Frontiers in Social Science features new research in the flagship journals of the Social Science Research Council’s founding disciplinary associations. Every month we publish a new selection of articles from the most recent issues of these journals, marking the rapid advance of the frontiers of social and behavioral science.

Hiring discrimination in software engineering

In a large-scale audit study of software engineering jobs, white men are preferred among early-career (EC) job applicants to EC positions but not among EC and more senior applicants to more senior positions.

Author(s)
Katherine Weisshaar, Koji Chavez, and Tania Hutt
Journal
American Sociological Review
Citation
Hiring Discrimination Under Pressures to Diversify: Gender, Race, and Diversity Commodification across Job Transitions in Software Engineering Copy
Abstract

White, male-dominated professions in the United States are marked with substantial gender and racial inequality in career advancement, yet they often face pressures to increase diversity. In these contexts, are theories of employer biases based on gender and racial stereotypes sufficient to explain patterns of hiring discrimination during common career transitions in the external labor market? If not, how and why do discrimination patterns deviate from predictions? Through a case study of software engineering, we first draw from a large-scale audit study and demonstrate unexpected patterns of hiring screening discrimination: while employers discriminate in favor of White men among early-career job applicants seeking lateral positions, for both early-career and senior workers applying to senior jobs, Black men and Black women face no discrimination compared to White men, and White women are preferred. Drawing on in-depth interviews, we explain these patterns of discrimination by demonstrating how decision-makers incorporate diversity value—applicants’ perceived worth for their contribution to organizational diversity—into hiring screening decisions, alongside biases. We introduce diversity commodification as the market-based valuative process by which diversity value varies across job level and intersectional groups. This article offers important implications for our understanding of gender, race, and employer decision-making in modern U.S. organizations.
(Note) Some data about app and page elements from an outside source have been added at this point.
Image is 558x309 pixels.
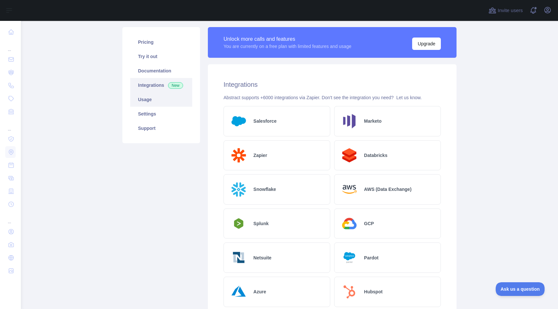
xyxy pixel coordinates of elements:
[340,146,359,165] img: Logo
[254,220,269,227] h2: Splunk
[340,248,359,267] img: Logo
[254,289,266,295] h2: Azure
[224,94,441,101] div: Abstract supports +6000 integrations via Zapier. Don't see the integration you need?
[340,214,359,233] img: Logo
[229,146,248,165] img: Logo
[224,43,352,50] div: You are currently on a free plan with limited features and usage
[340,112,359,131] img: Logo
[364,289,383,295] h2: Hubspot
[254,186,276,193] h2: Snowflake
[130,64,192,78] a: Documentation
[254,152,267,159] h2: Zapier
[496,282,545,296] iframe: Toggle Customer Support
[498,7,523,14] span: Invite users
[5,39,16,52] div: ...
[364,255,379,261] h2: Pardot
[130,107,192,121] a: Settings
[364,186,412,193] h2: AWS (Data Exchange)
[229,216,248,231] img: Logo
[224,80,441,89] h2: Integrations
[130,35,192,49] a: Pricing
[487,5,524,16] button: Invite users
[396,95,422,100] a: Let us know.
[5,212,16,225] div: ...
[130,78,192,92] a: Integrations New
[5,119,16,132] div: ...
[229,282,248,302] img: Logo
[130,92,192,107] a: Usage
[229,180,248,199] img: Logo
[130,49,192,64] a: Try it out
[340,282,359,302] img: Logo
[229,112,248,131] img: Logo
[340,180,359,199] img: Logo
[364,220,374,227] h2: GCP
[224,35,352,43] div: Unlock more calls and features
[229,248,248,267] img: Logo
[412,38,441,50] button: Upgrade
[364,152,388,159] h2: Databricks
[364,118,382,124] h2: Marketo
[254,255,272,261] h2: Netsuite
[254,118,277,124] h2: Salesforce
[168,82,183,89] span: New
[130,121,192,135] a: Support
Methods reproducibility in statistical research

A methods reproducibility initiative at the Journal of the American Statistical Association seeks to foster transparency and accountability in statistical research.

Author(s)
Julia Wrobel, Emily C. Hector, Lorin Crawford, Lucy D’Agostino McGowan, Natalia da Silva, Jeff Goldsmith, Stephanie Hicks, Michael Kane, Youjin Lee, Vinicius Mayrink, Christopher J. Paciorek, Therri Usher and Julian Wolfson
Journal
Journal of the American Statistical Association
Citation
Wrobel, J., Hector, E. C., Crawford, L., McGowan, L. D., da Silva, N., Goldsmith, J., … Wolfson, J. (2024). Partnering With Authors to Enhance Reproducibility at JASA. Journal of the American Statistical Association, 119(546), 795–797. https://doi.org/10.1080/01621459.2024.2340557 Copy
Abstract

In 2016, JASA Applications and Case Studies (ACS) introduced a reproducibility initiative to address the lack of standardized practices for reproducibility in scientific research. This initiative established minimum criteria for the inclusion of code, data, and workflow at JASA ACS, and piloted a new editorial role, Associate Editor of Reproducibility (AER), to implement these standards. This initiative has since expanded from ACS to all original research manuscripts published at JASA, including those submitted to JASA Theory and Methods (TM). Since the inception of the JASA reproducibility initiative, the team of AERs has grown, the process has become more standardized, the role of an AER in guiding reproducibility in statistical research has been refined (Willis and Stodden Citation2020) and, in 2023, we implemented a reproducibility award1 to recognize papers published in JASA with outstanding reproducibility materials. The goals of this editorial are to (a) explain the type of reproducibility that is being addressed during the review process at JASA, (b) describe the steps of this process and its underlying philosophy, and (c) clarify how authors can streamline the review of their reproducibility materials.